Posted by Mary Ann P.
Do your kids (or grandkids) love being told spooky stories? With Halloween approaching, this is a great time to surprise them with some new tales. The following collections of scary stories are perfect for a dark and stormy night!
This spooky addition to Alvin Schwartz's popular books on
American folklore is filled with tales of eerie horror and dark revenge that
will make you jump with fright.
There is a story here for everyone -- skeletons with torn and tangled flesh who roam the earth; a ghost who takes revenge on her murderer; and a haunted house where every night a bloody head falls down the chimney.
There is a story here for everyone -- skeletons with torn and tangled flesh who roam the earth; a ghost who takes revenge on her murderer; and a haunted house where every night a bloody head falls down the chimney.
All those who enjoyed shuddering their way through Alvin
Schwartz's first volume of Scary Stories To Tell In The Dark will find a
satisfyingly spooky sequel in this new collection of the macabre, the funny,
and the fantastic. Is it possible to die -- and not know it? What if a person
is buried too soon? What happens to a thief foolish enough to rob a corpse, or
to a murderer whose victim returns from the grave? Read about these terrifying
predicaments as well as what happens when practical jokes produce gruesome consequences
and initiations go awry.
Storytellers know — just as they have for hundreds and
hundreds of years — that everyone enjoys a good, scary story!
Alvin Schwartz's Scary Stories 3 joins his other popular
collections of scary folklore to give readers spooky, funny and fantastic tales
guaranteed to raise goose bumps.
Who is the Wolf girl? Why is a hearse filled with men
with yellow glowing eyes? Can a nightmare become reality? How do you avoid an
appointment with Death?
A collection of folk tales, legends, and myths involving
the supernatural, from cultures around the world. Includes Irish, Russian,
Japanese, Native American, Dutch, ancient Greek, Aztec, English, Chinese,
Norse, Jewish, Welsh, Haitian, Kikuyu, Italian, and Indian stories, as well as
an African American story from North Carolina.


● EXERCISE INSTRUCTIONS
Retype, word for word, every line starting at the line with "This screenshot has height=498, width=918." and ending with the final line of the entries; skip the pictures.

● MATERIALS PROVIDED
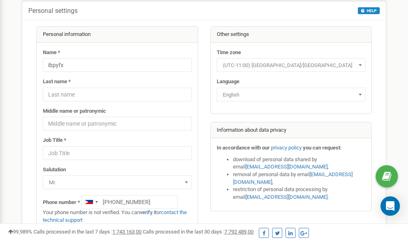 Image resolution: width=408 pixels, height=242 pixels. What do you see at coordinates (322, 148) in the screenshot?
I see `strong: you can request:` at bounding box center [322, 148].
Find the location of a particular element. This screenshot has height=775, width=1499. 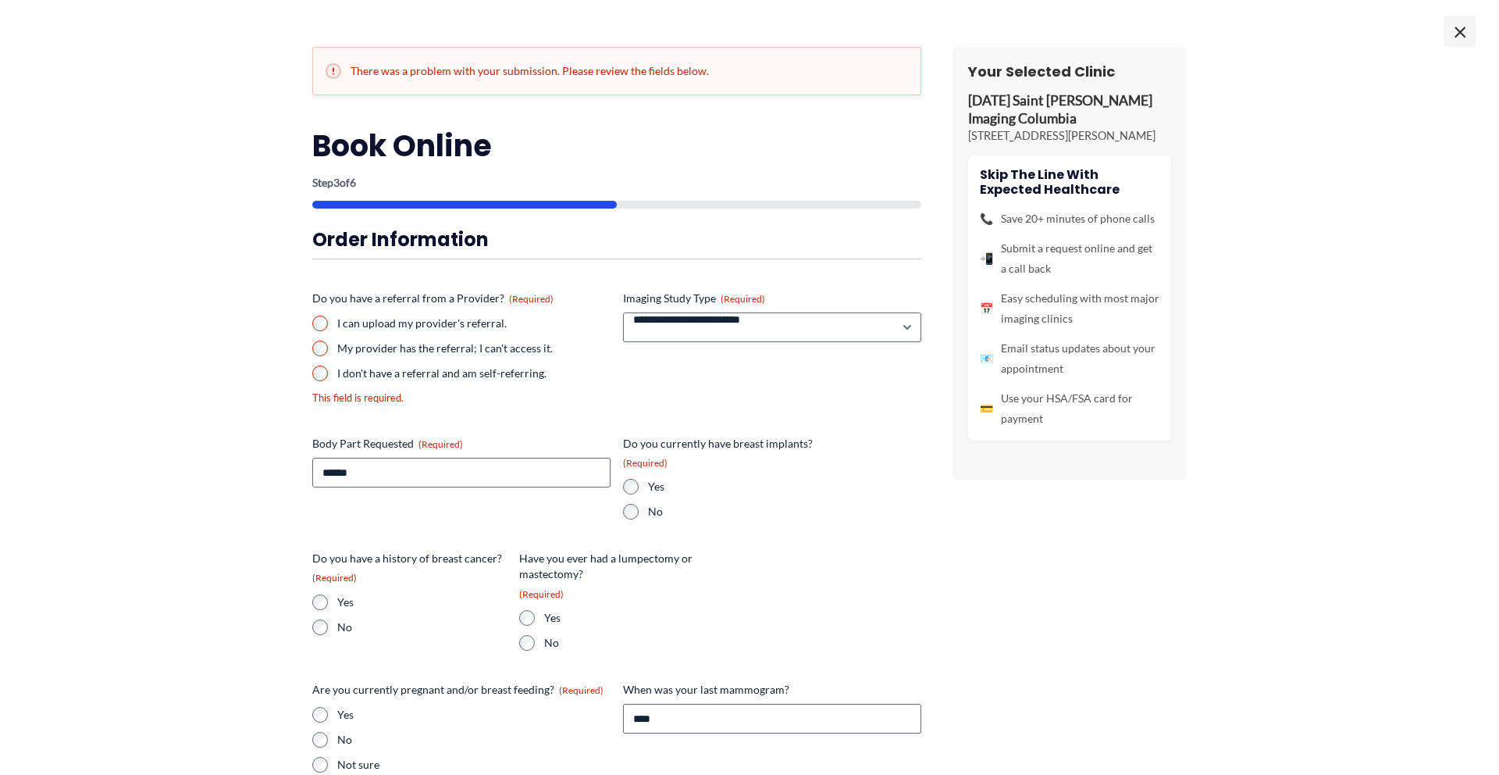

div: This field is required. is located at coordinates (461, 397).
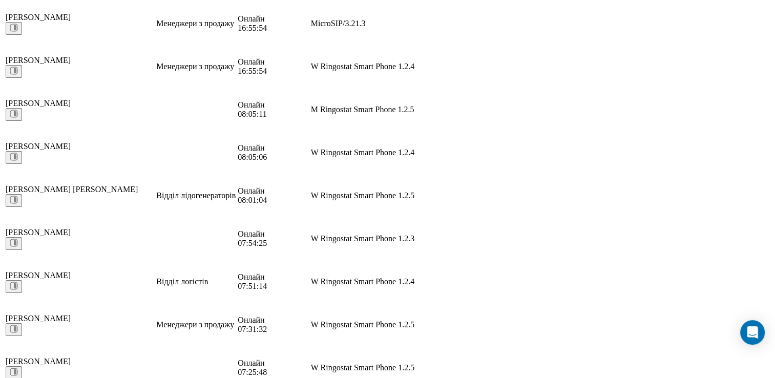 The height and width of the screenshot is (378, 775). Describe the element at coordinates (263, 372) in the screenshot. I see `span: 48` at that location.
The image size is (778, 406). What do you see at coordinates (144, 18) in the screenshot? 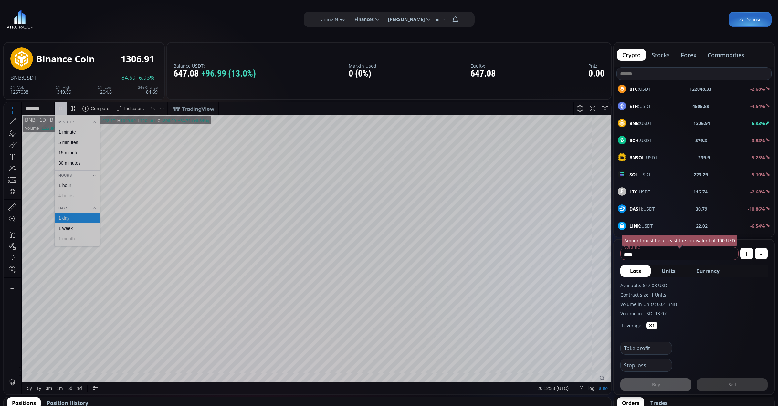
I see `div: 1204.61` at bounding box center [144, 18].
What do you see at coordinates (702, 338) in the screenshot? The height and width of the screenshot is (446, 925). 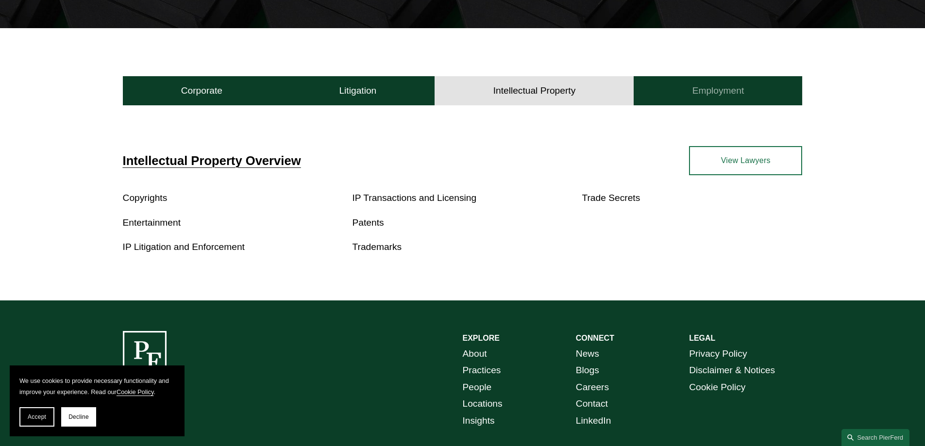 I see `strong: LEGAL` at bounding box center [702, 338].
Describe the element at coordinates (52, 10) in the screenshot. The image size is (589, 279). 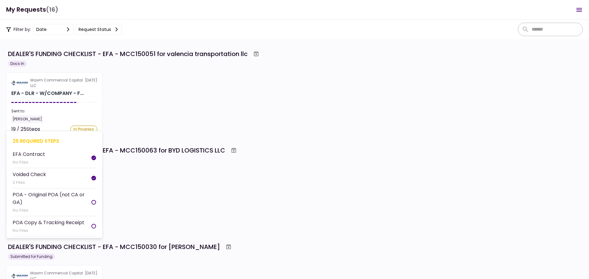
I see `span: (16)` at that location.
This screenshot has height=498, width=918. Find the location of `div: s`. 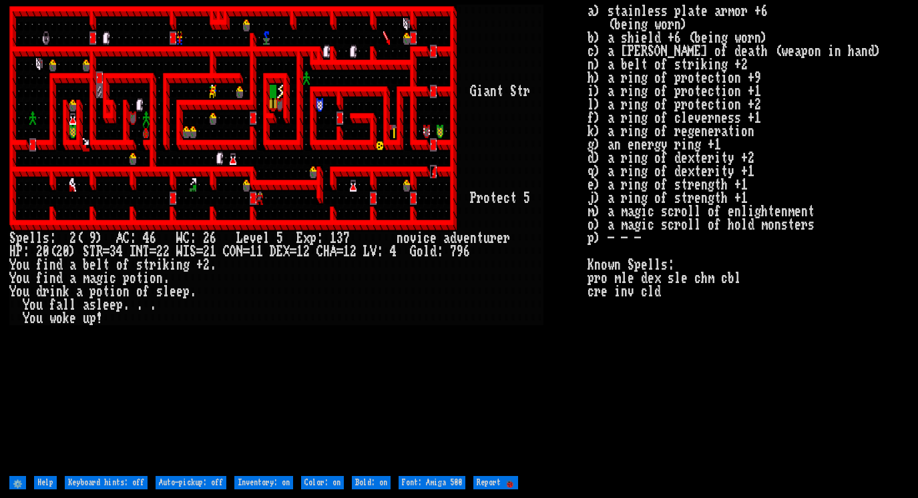

div: s is located at coordinates (46, 238).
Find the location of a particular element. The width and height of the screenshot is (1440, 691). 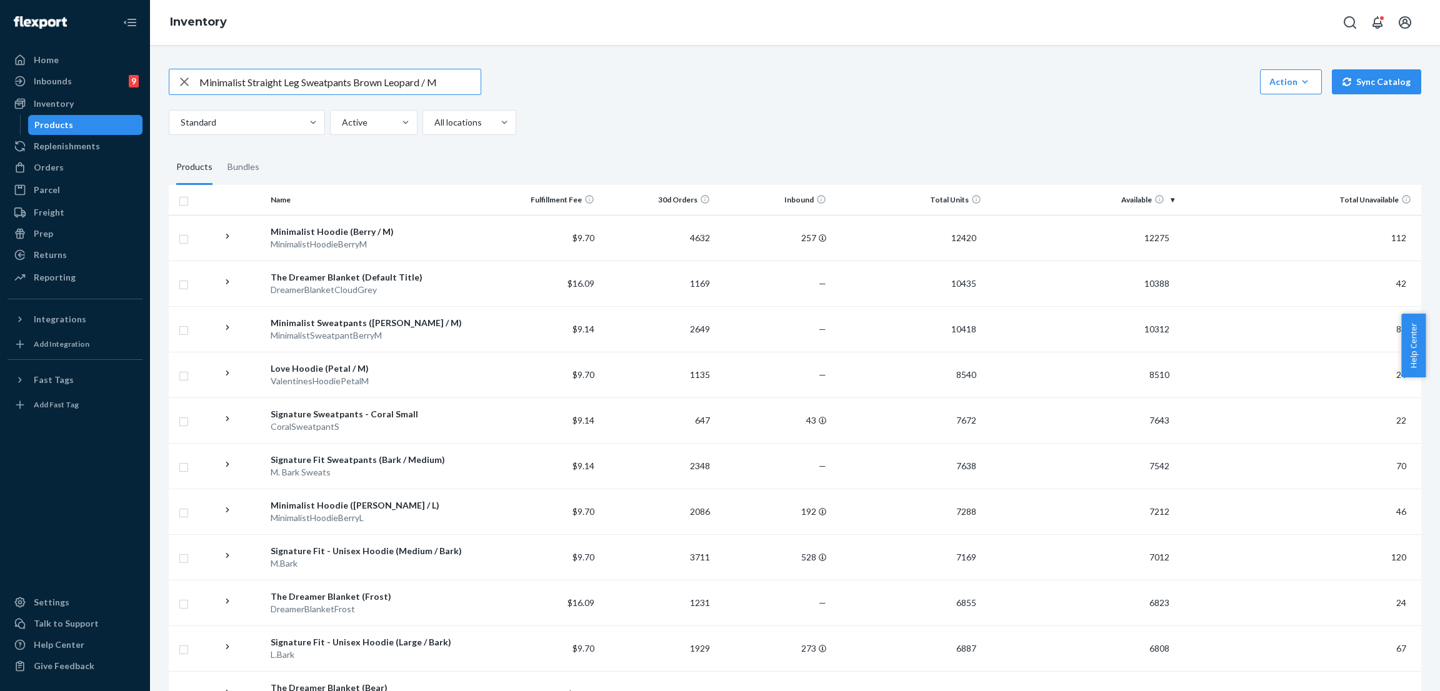

span: 10418 is located at coordinates (964, 329).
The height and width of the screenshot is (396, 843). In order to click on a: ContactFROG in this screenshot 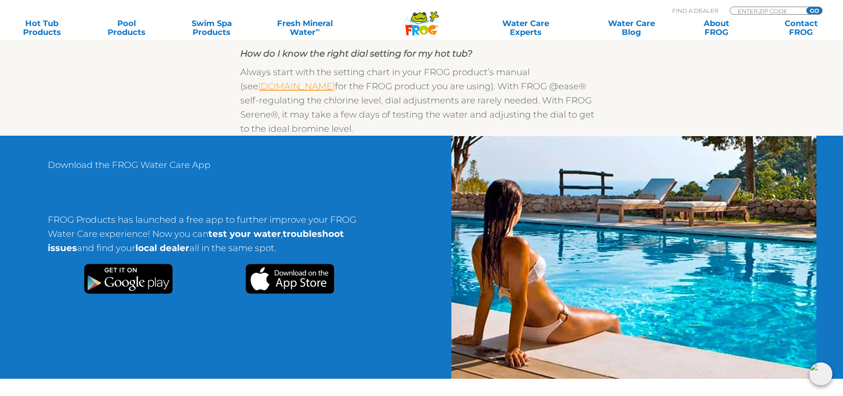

● RESULT BELOW
This screenshot has height=498, width=918. Find the location of `div: s`. 

div: s is located at coordinates (46, 238).
Find the location of a particular element. The width and height of the screenshot is (1440, 691). 

span: 10418 is located at coordinates (964, 329).
The height and width of the screenshot is (396, 843). In order to click on a: ContactFROG in this screenshot 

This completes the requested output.